The president rejected a slew of recent reports questioning the readiness of Iraqi forces, claiming they had made substantial progress and had taken over significant areas of the country.

The president claimed there were now 80 Iraqi battalions fighting alongside coalition forces and 40 others "taking the lead in the fight".

A Pentagon assessment in September said only one Iraqi battalion was capable of mounting major operations without support, but the president insisted that was too harsh a standard by which to measure progress. "As a matter of fact, there are some battalions from Nato militaries that would not be able to meet this standard," he said.

As Iraqi forces improved, the president predicted, US troops would be redeployed, moving out of cities, making fewer patrols and focusing on special counter-terrorist operations.

While Iraqi forces would ultimately take over from US troops, allowing them to return home, the president insisted the pace "will be driven by the conditions on the ground in Iraq and the good judgment of our commanders, not by artificial timetables set by politicians in Washington."

Mr Bush went out of his way to set a high standard for declaring victory in Iraq declaring: "We will never give in, and we will never accept anything less than complete victory."

The national strategy document stipulated that such a complete victory required leaving behind a country that was "peaceful, united, stable, and secure, well integrated into the international community, and a full partner in the global war on terrorism".

"Failure is not an option," the document declares, as this would leave Iraq as "a safe haven from which terrorists could plan attacks against America".
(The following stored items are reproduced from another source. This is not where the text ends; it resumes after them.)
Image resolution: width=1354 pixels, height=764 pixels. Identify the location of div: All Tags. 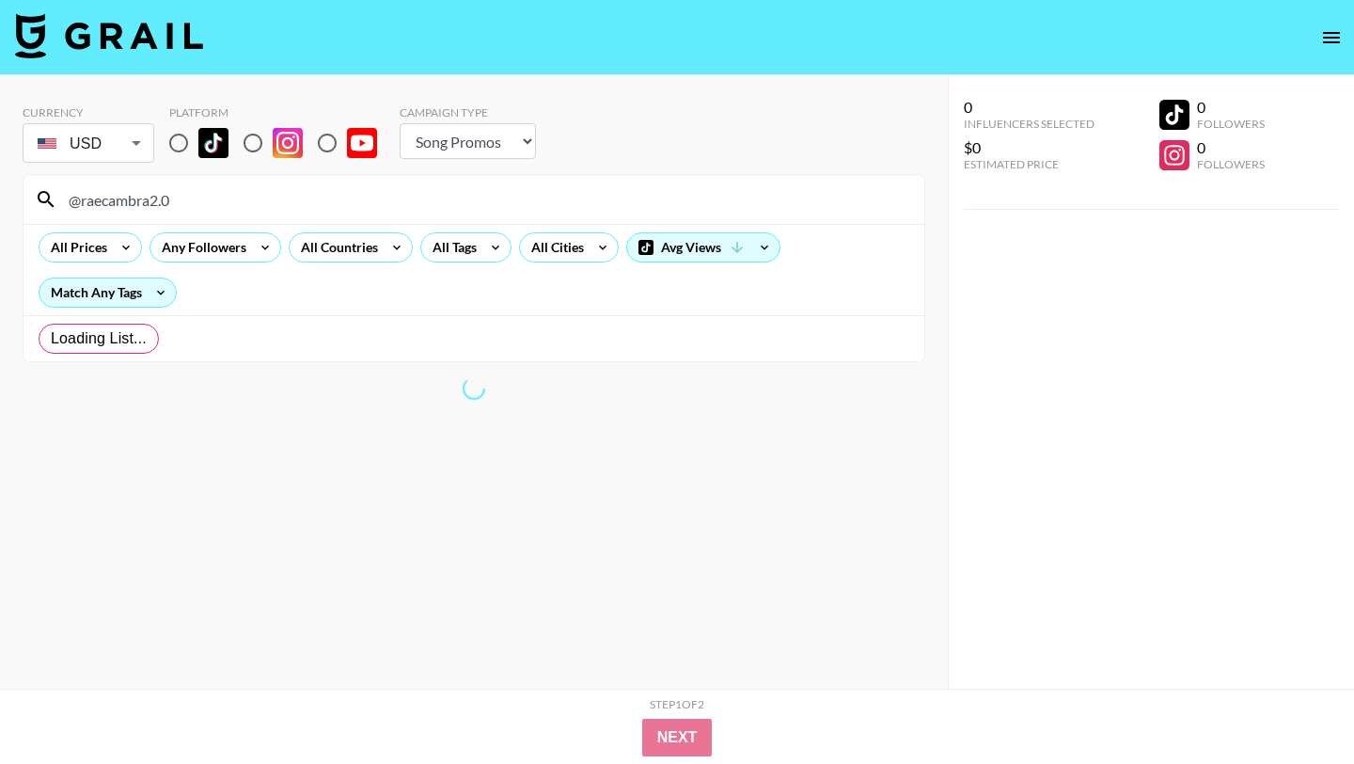
(450, 247).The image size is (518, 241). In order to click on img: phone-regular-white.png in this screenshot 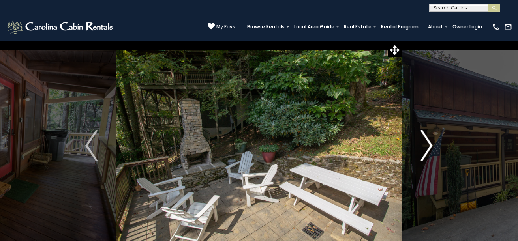, I will do `click(496, 27)`.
Democratic politicians dismissed the speech as a repeat of old rhetoric. Senator John Kerry said the president was ignoring what his own generals are telling him: "That the large presence of American forces on the ground that feeds the insurgency".

Steve Clemons, director of the American Strategy Programme at the New America Foundation, a Washington thinktank, said Mr Bush's war aims failed to address the strains on US armed forces imposed by Iraq.

"It's a very expansive commitment and it blows by the structural questions," Mr Clemons said. He added that those problems could only be resolved by a withdrawal, changing the current rules limiting the frequency of combat tours for individual units, or by moving towards a draft. He said Mr Bush was trying to escape those problems by portraying Iraqi forces as more ready than they actually are.